Research and schoolroom practice show a supportive environment can promote achievement—and stress can be a hinderance

Social-Emotional Needs Entwined with Students' Learning, Security

Brander S. Suero, 16, walks past Central Park East High School after buying lunch in Harlem. The school is using a program that focuses on students' resilience and connection to other students as building blocks for success.
—Melanie Burford

Research and schoolroom practice show a supportive environment can promote achievement—and stress can be a hinderance

Premium article access courtesy of Edweek.org.

Students' ability to learn depends not just on the quality of their textbooks and teachers, but also on the comfort and safety they feel at school and the strength of their relationships with adults and peers there.

Most of education policymakers' focus remains on ensuring schools are physically safe and disciplined: Forty-five states have anti-bullying policies, compared with only 24 states that have more comprehensive policies on school climateRequires Adobe Acrobat Reader.

Mounting evidence from fields like neuroscience and cognitive psychology, as well as studies on such topics as school turnaround implementation, shows that an academically challenging yet supportive environment boosts both children's learning and coping abilities. By contrast, high-stress environments in which students feel chronically unsafeRequires Adobe Acrobat Reader and uncared for make it physically and emotionally harder for them to learn and more likely for them to act out or drop out.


▶ THE PROBLEM
Your reply should be one number: how many lines of the material contain the word "Sector".

▶ DATA EXTRACTS
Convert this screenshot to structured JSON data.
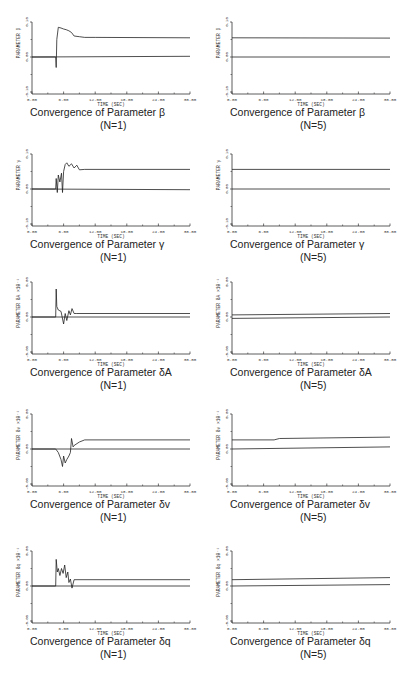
{
  "chart_data": [
    {
      "type": "line",
      "param": "β",
      "title": "Convergence of Parameter β",
      "n_label": "(N=1)",
      "xlabel": "TIME (SEC)",
      "ylabel": "PARAMETER β",
      "yscale_note": "",
      "xlim": [
        0,
        30
      ],
      "ylim": [
        -0.1,
        0.1
      ],
      "xticks": [
        "0.00",
        "6.00",
        "12.00",
        "18.00",
        "24.00",
        "30.00"
      ],
      "yticks": [
        "-0.10",
        "0.00",
        "0.10"
      ],
      "series": [
        {
          "name": "estimate",
          "x": [
            0,
            4.5,
            4.6,
            4.7,
            5,
            5.5,
            6,
            6.5,
            7,
            7.5,
            8,
            9,
            10,
            12,
            30
          ],
          "y": [
            0,
            0,
            -0.03,
            0.05,
            0.085,
            0.083,
            0.08,
            0.078,
            0.075,
            0.07,
            0.06,
            0.058,
            0.056,
            0.056,
            0.055
          ]
        },
        {
          "name": "reference",
          "x": [
            0,
            30
          ],
          "y": [
            0,
            0.002
          ]
        }
      ]
    },
    {
      "type": "line",
      "param": "β",
      "title": "Convergence of Parameter β",
      "n_label": "(N=5)",
      "xlabel": "TIME (SEC)",
      "ylabel": "PARAMETER β",
      "yscale_note": "",
      "xlim": [
        0,
        30
      ],
      "ylim": [
        -0.1,
        0.1
      ],
      "xticks": [
        "0.00",
        "6.00",
        "12.00",
        "18.00",
        "24.00",
        "30.00"
      ],
      "yticks": [
        "-0.10",
        "0.00",
        "0.10"
      ],
      "series": [
        {
          "name": "estimate",
          "x": [
            0,
            30
          ],
          "y": [
            0.055,
            0.054
          ]
        },
        {
          "name": "reference",
          "x": [
            0,
            30
          ],
          "y": [
            0,
            0
          ]
        }
      ]
    },
    {
      "type": "line",
      "param": "γ",
      "title": "Convergence of Parameter γ",
      "n_label": "(N=1)",
      "xlabel": "TIME (SEC)",
      "ylabel": "PARAMETER γ",
      "yscale_note": "",
      "xlim": [
        0,
        30
      ],
      "ylim": [
        -0.1,
        0.1
      ],
      "xticks": [
        "0.00",
        "6.00",
        "12.00",
        "18.00",
        "24.00",
        "30.00"
      ],
      "yticks": [
        "-0.10",
        "0.00",
        "0.10"
      ],
      "series": [
        {
          "name": "estimate",
          "x": [
            0,
            4.5,
            4.6,
            4.8,
            5,
            5.3,
            5.6,
            5.8,
            6,
            6.3,
            6.6,
            7,
            7.5,
            8,
            8.5,
            9,
            10,
            30
          ],
          "y": [
            0,
            0,
            0.03,
            -0.01,
            0.04,
            0.02,
            0.045,
            -0.01,
            0.05,
            0.07,
            0.075,
            0.065,
            0.072,
            0.06,
            0.068,
            0.055,
            0.056,
            0.056
          ]
        },
        {
          "name": "reference",
          "x": [
            0,
            30
          ],
          "y": [
            0,
            -0.002
          ]
        }
      ]
    },
    {
      "type": "line",
      "param": "γ",
      "title": "Convergence of Parameter γ",
      "n_label": "(N=5)",
      "xlabel": "TIME (SEC)",
      "ylabel": "PARAMETER γ",
      "yscale_note": "",
      "xlim": [
        0,
        30
      ],
      "ylim": [
        -0.1,
        0.1
      ],
      "xticks": [
        "0.00",
        "6.00",
        "12.00",
        "18.00",
        "24.00",
        "30.00"
      ],
      "yticks": [
        "-0.10",
        "0.00",
        "0.10"
      ],
      "series": [
        {
          "name": "estimate",
          "x": [
            0,
            30
          ],
          "y": [
            0.056,
            0.056
          ]
        },
        {
          "name": "reference",
          "x": [
            0,
            30
          ],
          "y": [
            0,
            0
          ]
        }
      ]
    },
    {
      "type": "line",
      "param": "δA",
      "title": "Convergence of Parameter δA",
      "n_label": "(N=1)",
      "xlabel": "TIME (SEC)",
      "ylabel": "PARAMETER δA ×10⁻¹",
      "yscale_note": "×10⁻¹",
      "xlim": [
        0,
        30
      ],
      "ylim": [
        -5,
        5
      ],
      "xticks": [
        "0.00",
        "6.00",
        "12.00",
        "18.00",
        "24.00",
        "30.00"
      ],
      "yticks": [
        "-5.00",
        "0.00",
        "5.00"
      ],
      "series": [
        {
          "name": "estimate",
          "x": [
            0,
            4.5,
            4.6,
            4.7,
            5,
            5.5,
            6,
            6.3,
            6.6,
            7,
            7.3,
            7.6,
            8,
            8.5,
            30
          ],
          "y": [
            0,
            0,
            4,
            1.5,
            1,
            0.8,
            -1,
            0.5,
            -0.5,
            0.9,
            0.3,
            1.2,
            0.5,
            0.5,
            0.5
          ]
        },
        {
          "name": "reference",
          "x": [
            0,
            30
          ],
          "y": [
            0,
            0
          ]
        }
      ]
    },
    {
      "type": "line",
      "param": "δA",
      "title": "Convergence of Parameter δA",
      "n_label": "(N=5)",
      "xlabel": "TIME (SEC)",
      "ylabel": "PARAMETER δA ×10⁻¹",
      "yscale_note": "×10⁻¹",
      "xlim": [
        0,
        30
      ],
      "ylim": [
        -5,
        5
      ],
      "xticks": [
        "0.00",
        "6.00",
        "12.00",
        "18.00",
        "24.00",
        "30.00"
      ],
      "yticks": [
        "-5.00",
        "0.00",
        "5.00"
      ],
      "series": [
        {
          "name": "estimate",
          "x": [
            0,
            30
          ],
          "y": [
            0.3,
            0.5
          ]
        },
        {
          "name": "reference",
          "x": [
            0,
            30
          ],
          "y": [
            -0.2,
            0
          ]
        }
      ]
    },
    {
      "type": "line",
      "param": "δv",
      "title": "Convergence of Parameter δv",
      "n_label": "(N=1)",
      "xlabel": "TIME (SEC)",
      "ylabel": "PARAMETER δv ×10⁻¹",
      "yscale_note": "×10⁻¹",
      "xlim": [
        0,
        30
      ],
      "ylim": [
        -5,
        5
      ],
      "xticks": [
        "0.00",
        "6.00",
        "12.00",
        "18.00",
        "24.00",
        "30.00"
      ],
      "yticks": [
        "-5.00",
        "0.00",
        "5.00"
      ],
      "series": [
        {
          "name": "estimate",
          "x": [
            0,
            4.5,
            5,
            5.5,
            5.8,
            6,
            6.3,
            6.6,
            7,
            7.3,
            7.5,
            7.8,
            8,
            9,
            10,
            30
          ],
          "y": [
            0,
            0,
            -0.5,
            -1.5,
            -2.5,
            -1,
            -2,
            -1.5,
            -1,
            -0.5,
            1.5,
            0.3,
            0.5,
            1,
            1.3,
            1.3
          ]
        },
        {
          "name": "reference",
          "x": [
            0,
            30
          ],
          "y": [
            0,
            0
          ]
        }
      ]
    },
    {
      "type": "line",
      "param": "δv",
      "title": "Convergence of Parameter δv",
      "n_label": "(N=5)",
      "xlabel": "TIME (SEC)",
      "ylabel": "PARAMETER δv ×10⁻¹",
      "yscale_note": "×10⁻¹",
      "xlim": [
        0,
        30
      ],
      "ylim": [
        -5,
        5
      ],
      "xticks": [
        "0.00",
        "6.00",
        "12.00",
        "18.00",
        "24.00",
        "30.00"
      ],
      "yticks": [
        "-5.00",
        "0.00",
        "5.00"
      ],
      "series": [
        {
          "name": "estimate",
          "x": [
            0,
            8,
            9,
            30
          ],
          "y": [
            1.3,
            1.3,
            1.5,
            1.7
          ]
        },
        {
          "name": "reference",
          "x": [
            0,
            30
          ],
          "y": [
            0,
            0.3
          ]
        }
      ]
    },
    {
      "type": "line",
      "param": "δq",
      "title": "Convergence of Parameter δq",
      "n_label": "(N=1)",
      "xlabel": "TIME (SEC)",
      "ylabel": "PARAMETER δq ×10⁻¹",
      "yscale_note": "×10⁻¹",
      "xlim": [
        0,
        30
      ],
      "ylim": [
        -5,
        5
      ],
      "xticks": [
        "0.00",
        "6.00",
        "12.00",
        "18.00",
        "24.00",
        "30.00"
      ],
      "yticks": [
        "-5.00",
        "0.00",
        "5.00"
      ],
      "series": [
        {
          "name": "estimate",
          "x": [
            0,
            4.5,
            4.6,
            4.8,
            5,
            5.3,
            5.6,
            5.9,
            6.2,
            6.5,
            6.8,
            7,
            7.3,
            7.6,
            8,
            30
          ],
          "y": [
            0,
            0,
            3.8,
            2,
            2.5,
            1.5,
            2.5,
            1.8,
            3,
            1.2,
            2,
            0.5,
            1,
            -0.3,
            0.9,
            0.9
          ]
        },
        {
          "name": "reference",
          "x": [
            0,
            30
          ],
          "y": [
            0,
            0
          ]
        }
      ]
    },
    {
      "type": "line",
      "param": "δq",
      "title": "Convergence of Parameter δq",
      "n_label": "(N=5)",
      "xlabel": "TIME (SEC)",
      "ylabel": "PARAMETER δq ×10⁻¹",
      "yscale_note": "×10⁻¹",
      "xlim": [
        0,
        30
      ],
      "ylim": [
        -5,
        5
      ],
      "xticks": [
        "0.00",
        "6.00",
        "12.00",
        "18.00",
        "24.00",
        "30.00"
      ],
      "yticks": [
        "-5.00",
        "0.00",
        "5.00"
      ],
      "series": [
        {
          "name": "estimate",
          "x": [
            0,
            30
          ],
          "y": [
            0.9,
            1.2
          ]
        },
        {
          "name": "reference",
          "x": [
            0,
            30
          ],
          "y": [
            0,
            0.2
          ]
        }
      ]
    }
  ]
}
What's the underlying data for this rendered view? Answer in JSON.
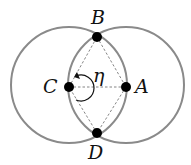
{
  "diagram": {
    "colors": {
      "circle": "#8a8a8a",
      "point": "#000000",
      "dashed": "#777777",
      "text": "#111111"
    },
    "points": {
      "A": {
        "label": "A",
        "x": 126,
        "y": 87
      },
      "B": {
        "label": "B",
        "x": 97,
        "y": 37
      },
      "C": {
        "label": "C",
        "x": 69,
        "y": 87
      },
      "D": {
        "label": "D",
        "x": 97,
        "y": 133
      }
    },
    "angle_label": "η",
    "radius": 57
  }
}
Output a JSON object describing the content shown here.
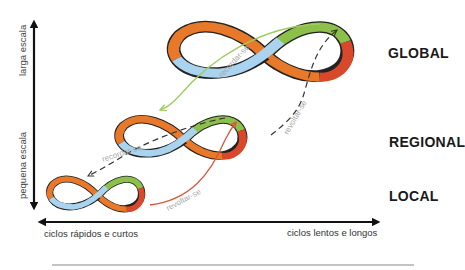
{
  "axes": {
    "y_top_label": "larga escala",
    "y_bottom_label": "pequena escala",
    "x_left_label": "ciclos rápidos e curtos",
    "x_right_label": "ciclos lentos e longos"
  },
  "scales": {
    "global": "GLOBAL",
    "regional": "REGIONAL",
    "local": "LOCAL"
  },
  "arrows": {
    "remember_global_to_regional": "recordar-se",
    "remember_regional_to_local": "recordar-se",
    "revolt_local_to_regional": "revoltar-se",
    "revolt_regional_to_global": "revoltar-se"
  },
  "colors": {
    "orange": "#e8792a",
    "green": "#8cc04a",
    "red": "#d9482b",
    "blue": "#a9d3ee",
    "outline": "#222222",
    "remember_arrow": "#9ccc5a",
    "revolt_arrow": "#d9573a",
    "dashed": "#333333",
    "arrow_text": "#a8a8a8"
  }
}
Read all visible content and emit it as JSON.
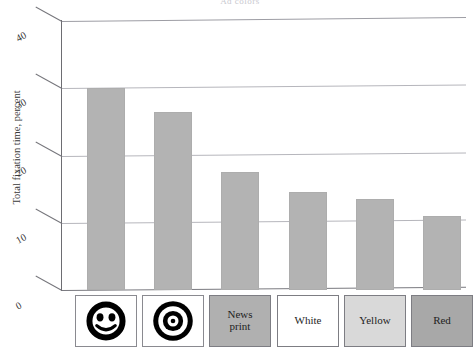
{
  "chart_data": {
    "type": "bar",
    "title": "Ad colors",
    "xlabel": "",
    "ylabel": "Total fixation time, percent",
    "ylim": [
      0,
      40
    ],
    "yticks": [
      "0",
      "10",
      "20",
      "30",
      "40"
    ],
    "grid": true,
    "legend": "none",
    "bar_color": "#b3b3b3",
    "categories": [
      "Face",
      "Bullseye",
      "News print",
      "White",
      "Yellow",
      "Red"
    ],
    "category_labels": [
      "",
      "",
      "News\nprint",
      "White",
      "Yellow",
      "Red"
    ],
    "values": [
      30,
      26.5,
      17.5,
      14.5,
      13.5,
      11
    ],
    "category_swatch_colors": [
      "#ffffff",
      "#ffffff",
      "#b0b0b0",
      "#ffffff",
      "#d9d9d9",
      "#a8a8a8"
    ],
    "category_icons": [
      "smiley-face-icon",
      "bullseye-icon",
      "",
      "",
      "",
      ""
    ]
  },
  "axis": {
    "y_title": "Total fixation time, percent",
    "ticks": [
      {
        "label": "40",
        "value": 40
      },
      {
        "label": "30",
        "value": 30
      },
      {
        "label": "20",
        "value": 20
      },
      {
        "label": "10",
        "value": 10
      },
      {
        "label": "0",
        "value": 0
      }
    ]
  },
  "categories": [
    {
      "label": "",
      "icon": "smiley-face-icon",
      "swatch": "#ffffff"
    },
    {
      "label": "",
      "icon": "bullseye-icon",
      "swatch": "#ffffff"
    },
    {
      "label": "News print",
      "icon": "",
      "swatch": "#b0b0b0"
    },
    {
      "label": "White",
      "icon": "",
      "swatch": "#ffffff"
    },
    {
      "label": "Yellow",
      "icon": "",
      "swatch": "#d9d9d9"
    },
    {
      "label": "Red",
      "icon": "",
      "swatch": "#a8a8a8"
    }
  ]
}
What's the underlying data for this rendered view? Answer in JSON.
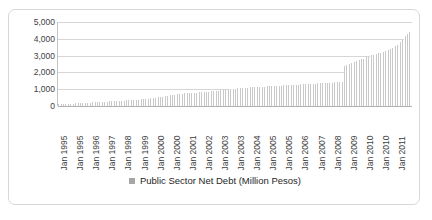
{
  "chart_data": {
    "type": "bar",
    "title": "",
    "xlabel": "",
    "ylabel": "",
    "ylim": [
      0,
      5000
    ],
    "ytick_labels": [
      "5,000",
      "4,000",
      "3,000",
      "2,000",
      "1,000",
      "0"
    ],
    "ytick_values": [
      5000,
      4000,
      3000,
      2000,
      1000,
      0
    ],
    "grid": true,
    "legend_position": "bottom",
    "series": [
      {
        "name": "Public Sector Net Debt (Million Pesos)",
        "color": "#c9c9c9",
        "values": [
          95,
          100,
          105,
          112,
          118,
          124,
          130,
          136,
          142,
          148,
          154,
          160,
          165,
          170,
          176,
          182,
          188,
          193,
          198,
          204,
          210,
          216,
          222,
          228,
          234,
          240,
          246,
          252,
          258,
          264,
          270,
          276,
          282,
          288,
          294,
          300,
          306,
          312,
          318,
          324,
          330,
          336,
          342,
          348,
          354,
          360,
          366,
          372,
          380,
          392,
          404,
          418,
          430,
          442,
          456,
          468,
          482,
          496,
          510,
          524,
          540,
          556,
          572,
          588,
          604,
          620,
          636,
          652,
          668,
          684,
          700,
          716,
          730,
          742,
          752,
          760,
          768,
          774,
          780,
          786,
          792,
          798,
          804,
          810,
          818,
          828,
          838,
          848,
          858,
          868,
          878,
          888,
          898,
          908,
          918,
          928,
          940,
          952,
          964,
          976,
          988,
          1000,
          1012,
          1024,
          1036,
          1048,
          1060,
          1072,
          1078,
          1084,
          1090,
          1096,
          1102,
          1108,
          1114,
          1120,
          1126,
          1132,
          1138,
          1144,
          1150,
          1156,
          1162,
          1168,
          1174,
          1180,
          1186,
          1192,
          1198,
          1204,
          1210,
          1216,
          1222,
          1228,
          1234,
          1240,
          1246,
          1252,
          1258,
          1264,
          1270,
          1276,
          1282,
          1288,
          1294,
          1300,
          1306,
          1312,
          1318,
          1324,
          1330,
          1336,
          1342,
          1348,
          1354,
          1360,
          1366,
          1372,
          1378,
          1384,
          1390,
          1396,
          1402,
          1408,
          1414,
          1420,
          1426,
          1432,
          2380,
          2420,
          2460,
          2500,
          2540,
          2580,
          2620,
          2660,
          2700,
          2740,
          2780,
          2820,
          2860,
          2900,
          2940,
          2980,
          3010,
          3040,
          3070,
          3100,
          3130,
          3160,
          3190,
          3220,
          3250,
          3290,
          3330,
          3380,
          3430,
          3490,
          3560,
          3640,
          3730,
          3830,
          3940,
          4060,
          4180,
          4300,
          4420,
          4500
        ]
      }
    ],
    "xtick_labels": [
      "Jan 1995",
      "Jan 1995",
      "Jan 1996",
      "Jan 1997",
      "Jan 1998",
      "Jan 1999",
      "Jan 2000",
      "Jan 2000",
      "Jan 2001",
      "Jan 2002",
      "Jan 2003",
      "Jan 2003",
      "Jan 2004",
      "Jan 2005",
      "Jan 2005",
      "Jan 2006",
      "Jan 2007",
      "Jan 2008",
      "Jan 2009",
      "Jan 2010",
      "Jan 2010",
      "Jan 2011"
    ]
  },
  "legend": {
    "label": "Public Sector Net Debt (Million Pesos)",
    "swatch_color": "#a6a6a6"
  }
}
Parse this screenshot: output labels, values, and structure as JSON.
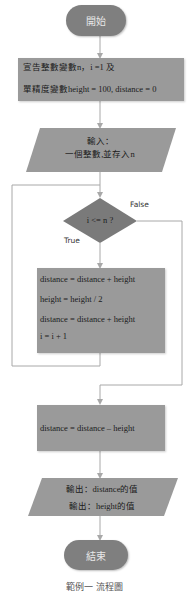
{
  "flowchart": {
    "start": {
      "label": "開始"
    },
    "declare": {
      "lines": [
        "宣告整數變數n，i =1 及",
        "單精度變數height = 100, distance = 0"
      ]
    },
    "input": {
      "lines": [
        "輸入：",
        "一個整數,並存入n"
      ]
    },
    "decision": {
      "label": "i <= n ?",
      "true_label": "True",
      "false_label": "False"
    },
    "loop_body": {
      "lines": [
        "distance = distance + height",
        "height = height / 2",
        "distance = distance + height",
        "i = i + 1"
      ]
    },
    "after_loop": {
      "lines": [
        "distance = distance – height"
      ]
    },
    "output": {
      "lines": [
        "輸出：distance的值",
        "輸出：height的值"
      ]
    },
    "end": {
      "label": "結束"
    }
  },
  "caption": "範例一 流程圖",
  "colors": {
    "terminal_fill": "#7f7f7f",
    "process_fill": "#9a9a9a",
    "decision_fill": "#7a7a7a",
    "io_fill": "#9a9a9a",
    "connector": "#a8a8a8"
  }
}
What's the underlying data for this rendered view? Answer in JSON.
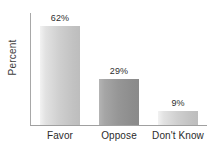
{
  "chart_data": {
    "type": "bar",
    "title": "",
    "xlabel": "",
    "ylabel": "Percent",
    "categories": [
      "Favor",
      "Oppose",
      "Don't Know"
    ],
    "values": [
      62,
      29,
      9
    ],
    "value_labels": [
      "62%",
      "29%",
      "9%"
    ],
    "ylim": [
      0,
      70
    ],
    "grid": false,
    "legend": null,
    "orientation": "vertical",
    "colors": {
      "bar_light": "#cfcfcf",
      "bar_dark": "#969696",
      "axis": "#a0a0a0",
      "text": "#2e2e2e",
      "background": "#ffffff"
    },
    "bar_styles": [
      "light",
      "dark",
      "light"
    ]
  }
}
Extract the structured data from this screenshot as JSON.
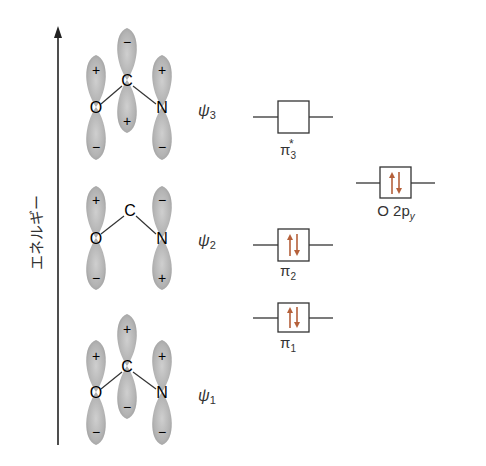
{
  "axis": {
    "label": "エネルギー",
    "direction": "up"
  },
  "atoms": {
    "o": "O",
    "c": "C",
    "n": "N"
  },
  "molecular_orbitals": [
    {
      "id": "psi3",
      "label": "ψ",
      "subscript": "3",
      "signs": {
        "o_top": "+",
        "o_bottom": "−",
        "c_top": "−",
        "c_bottom": "+",
        "n_top": "+",
        "n_bottom": "−"
      }
    },
    {
      "id": "psi2",
      "label": "ψ",
      "subscript": "2",
      "signs": {
        "o_top": "+",
        "o_bottom": "−",
        "n_top": "−",
        "n_bottom": "+"
      }
    },
    {
      "id": "psi1",
      "label": "ψ",
      "subscript": "1",
      "signs": {
        "o_top": "+",
        "o_bottom": "−",
        "c_top": "+",
        "c_bottom": "−",
        "n_top": "+",
        "n_bottom": "−"
      }
    }
  ],
  "energy_levels": [
    {
      "id": "pi3_star",
      "symbol": "π",
      "subscript": "3",
      "superscript": "*",
      "electrons": 0
    },
    {
      "id": "pi2",
      "symbol": "π",
      "subscript": "2",
      "superscript": "",
      "electrons": 2
    },
    {
      "id": "pi1",
      "symbol": "π",
      "subscript": "1",
      "superscript": "",
      "electrons": 2
    },
    {
      "id": "o2py",
      "symbol": "O 2p",
      "subscript": "y",
      "superscript": "",
      "electrons": 2
    }
  ],
  "colors": {
    "lobe": "#a9a9a9",
    "lobe_edge": "#8a8a8a",
    "line": "#333333",
    "electron_arrow": "#b5603a"
  }
}
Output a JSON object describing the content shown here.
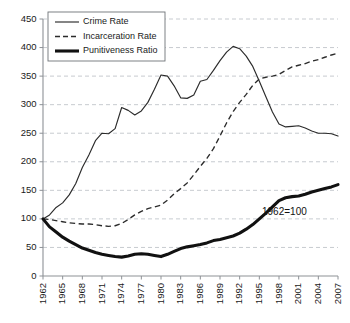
{
  "chart_data": {
    "type": "line",
    "title": "",
    "xlabel": "",
    "ylabel": "",
    "ylim": [
      0,
      450
    ],
    "xlim": [
      1962,
      2007
    ],
    "grid": true,
    "legend_position": "upper-left-inside",
    "annotation": "1962=100",
    "ytick_labels": [
      "0",
      "50",
      "100",
      "150",
      "200",
      "250",
      "300",
      "350",
      "400",
      "450"
    ],
    "ytick_values": [
      0,
      50,
      100,
      150,
      200,
      250,
      300,
      350,
      400,
      450
    ],
    "xtick_labels": [
      "1962",
      "1965",
      "1968",
      "1971",
      "1974",
      "1977",
      "1980",
      "1983",
      "1986",
      "1989",
      "1992",
      "1995",
      "1998",
      "2001",
      "2004",
      "2007"
    ],
    "xtick_values": [
      1962,
      1965,
      1968,
      1971,
      1974,
      1977,
      1980,
      1983,
      1986,
      1989,
      1992,
      1995,
      1998,
      2001,
      2004,
      2007
    ],
    "x": [
      1962,
      1963,
      1964,
      1965,
      1966,
      1967,
      1968,
      1969,
      1970,
      1971,
      1972,
      1973,
      1974,
      1975,
      1976,
      1977,
      1978,
      1979,
      1980,
      1981,
      1982,
      1983,
      1984,
      1985,
      1986,
      1987,
      1988,
      1989,
      1990,
      1991,
      1992,
      1993,
      1994,
      1995,
      1996,
      1997,
      1998,
      1999,
      2000,
      2001,
      2002,
      2003,
      2004,
      2005,
      2006,
      2007
    ],
    "series": [
      {
        "name": "Crime Rate",
        "style": "thin-solid",
        "values": [
          100,
          107,
          120,
          128,
          142,
          162,
          190,
          212,
          237,
          250,
          249,
          258,
          295,
          290,
          282,
          289,
          304,
          327,
          352,
          350,
          333,
          312,
          311,
          317,
          341,
          344,
          360,
          377,
          392,
          402,
          398,
          385,
          367,
          341,
          314,
          287,
          266,
          261,
          262,
          263,
          259,
          254,
          250,
          250,
          249,
          245
        ]
      },
      {
        "name": "Incarceration Rate",
        "style": "dashed",
        "values": [
          100,
          99,
          97,
          95,
          93,
          92,
          91,
          91,
          90,
          88,
          87,
          88,
          92,
          99,
          107,
          113,
          118,
          121,
          124,
          133,
          144,
          153,
          163,
          177,
          192,
          206,
          223,
          245,
          268,
          288,
          304,
          318,
          334,
          345,
          348,
          350,
          353,
          360,
          366,
          369,
          372,
          376,
          379,
          383,
          387,
          390
        ]
      },
      {
        "name": "Punitiveness Ratio",
        "style": "thick-solid",
        "values": [
          100,
          86,
          77,
          68,
          61,
          55,
          49,
          45,
          41,
          38,
          36,
          34,
          33,
          35,
          38,
          39,
          38,
          36,
          34,
          38,
          43,
          48,
          51,
          53,
          55,
          58,
          62,
          64,
          67,
          70,
          75,
          82,
          90,
          100,
          110,
          121,
          132,
          137,
          139,
          140,
          143,
          147,
          150,
          153,
          156,
          160
        ]
      }
    ]
  },
  "legend": {
    "items": [
      {
        "label": "Crime Rate"
      },
      {
        "label": "Incarceration Rate"
      },
      {
        "label": "Punitiveness Ratio"
      }
    ]
  }
}
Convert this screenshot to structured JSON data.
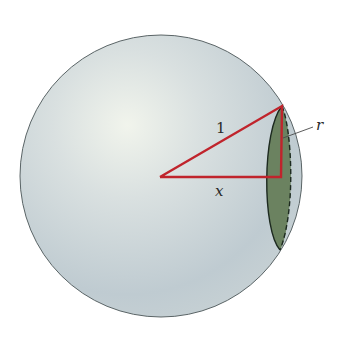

▶ YOUR RESPONSE
2